When the order appealed from does not decide the issue of qualified immunity, this court lacks jurisdiction to decide it. Moutray v. Butts, 985 F.2d 426, 427 (8th Cir.), cert. denied, — U.S. -, 114 S.Ct. 69, 126 L.Ed.2d 38 (1993); Shannon v. White, 992 F.2d 791, 792-93 (8th Cir.1993). In Moutray, we held that we lacked jurisdiction because the district court’s order dealt with summary judgment only as to the merits and did not discuss qualified immunity. 985 F.2d at 427. Similarly, in Shannon, we held that we lacked jurisdiction where the district court adopted two magistrate judge’s reports without comment and neither report discussed qualified immunity. 992 F.2d at 792-93. Although we determined that we had jurisdiction in Krueger v. Fuhr, 991 F.2d 435, 438 n. 2 (8th Cir.1993), the district court there denied the motion for summary judgment, but at least noted that the qualified immunity defense had been argued. Here, the district court did not discuss the qualified immunity defense as to the inmates’ additional claims. As there is no ruling as to qualified immunity on these issues, we have no basis for reaching the merits. We must, therefore, remand to the district court for further proceedings.

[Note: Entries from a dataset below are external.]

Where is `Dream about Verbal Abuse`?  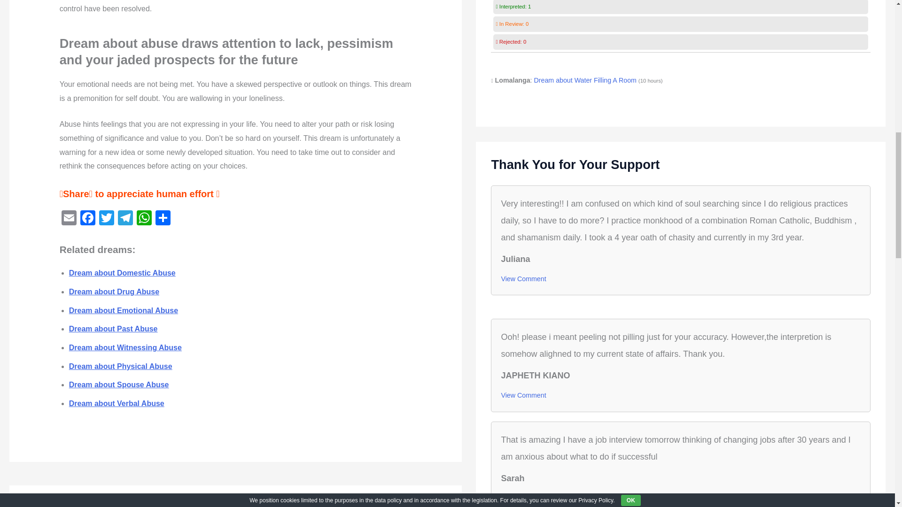
Dream about Verbal Abuse is located at coordinates (116, 404).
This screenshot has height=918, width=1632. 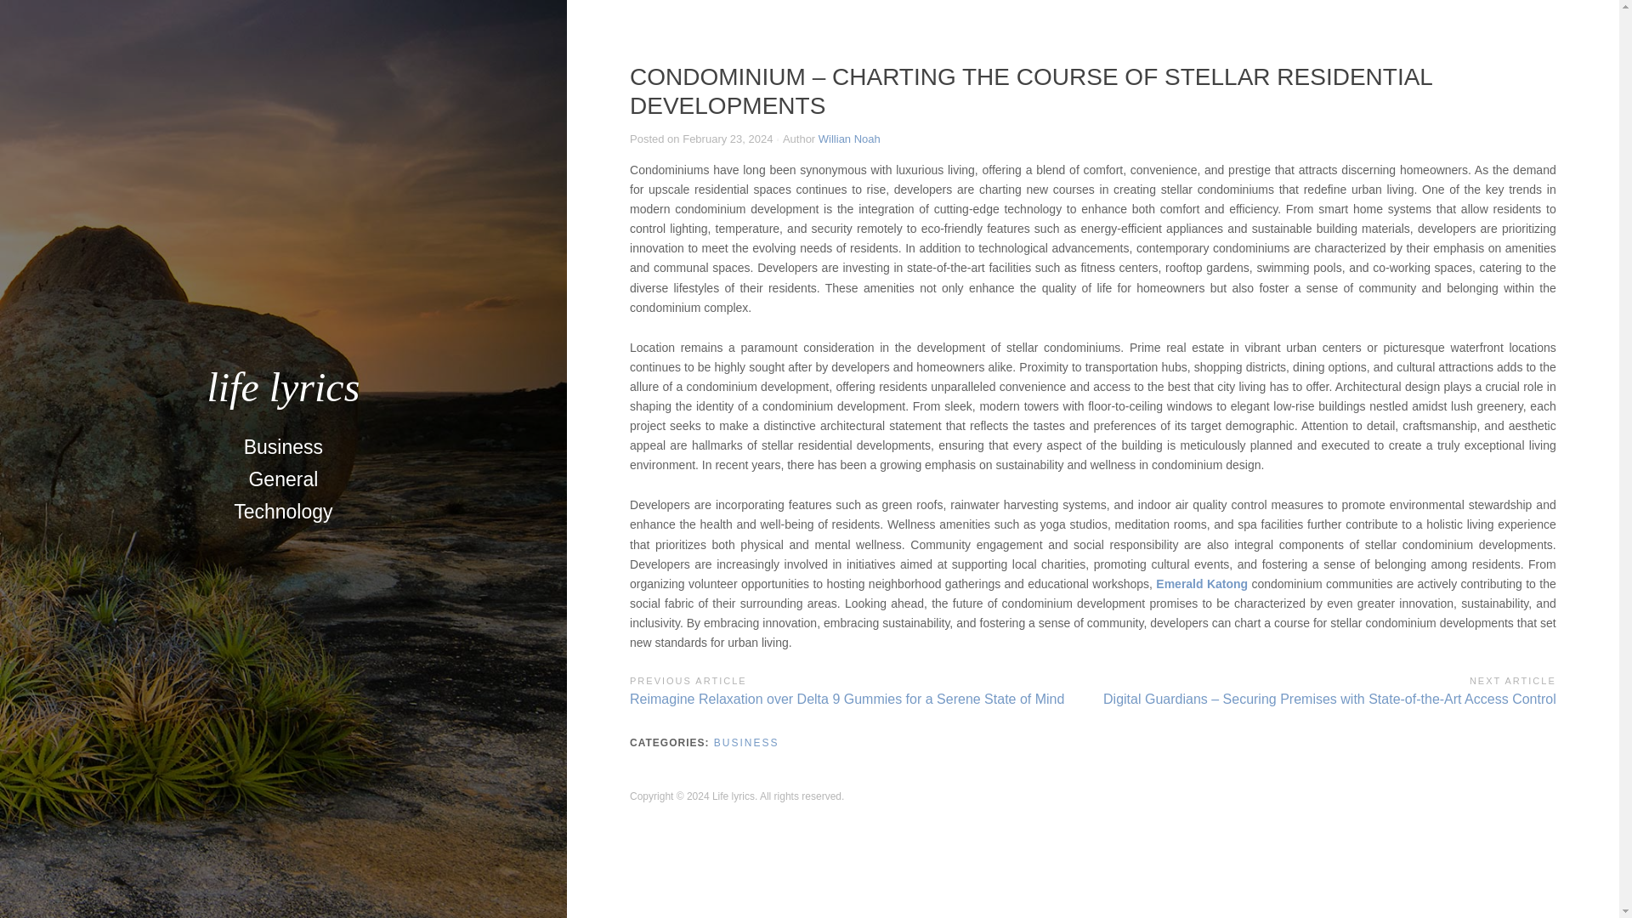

On remand, we encourage the district court to examine each of the claims carefully. We suggest that the district court determine who is involved in each claim, to what extent, and whether those officials who were involved are entitled to qualified immunity or summary judgment on the merits. See Krueger, 991 F.2d at 438 n. 2.
Accordingly, we reverse the district court’s denial of summary judgment for the defendants on the due process claims of Macy Jones, Craig Jones, Madison, Phillips and McGee. We reverse the district court’s entry of partial summary judgment in favor of Payne and Moore on their due process claims and remand for further consideration. Finally, we remand the inmates’ various other claims to the district court for further proceedings.
. McGee did not reside in the Missouri prison from December 5, 1988 to January 25, 1989. United States Marshals had McGee in custody so he could testify in a court proceeding. Although McGee was not present, he was placed on "detention status.”
. Moore’s records do not indicate exactly when his release occurred — they show that he was transferred to Unit 2B on December 14, 1988, but do not show another move until April 11, 1989. Nevertheless, we assume for purposes of this appeal that he was released on January 13, 1989. This is consistent with the inmate's amended complaint.
. We did not decide in Brown whether the prison officials’ failure to provide a nonadversary hearing within fifteen days was unreasonable because the inmate in Brown argued only that his right to a hearing “within three days” had been violated. 889 F.2d at 166 & n. 12. As no constitutional right to a hearing “within three days” existed, we determined that the prison officials were immune from liability. Id.
. Indeed, during his deposition, Coonce demonstrated that he knew the inmates were "entitled to a review under due process” every 72 hours.
. Coonce did not even interview Madison or McGee.
. As the district court observed, Coonce’s report is dated December 14, 1988, but refers to interviews on December 19 and 20. Because he submitted no later reports, we assume this was his final report.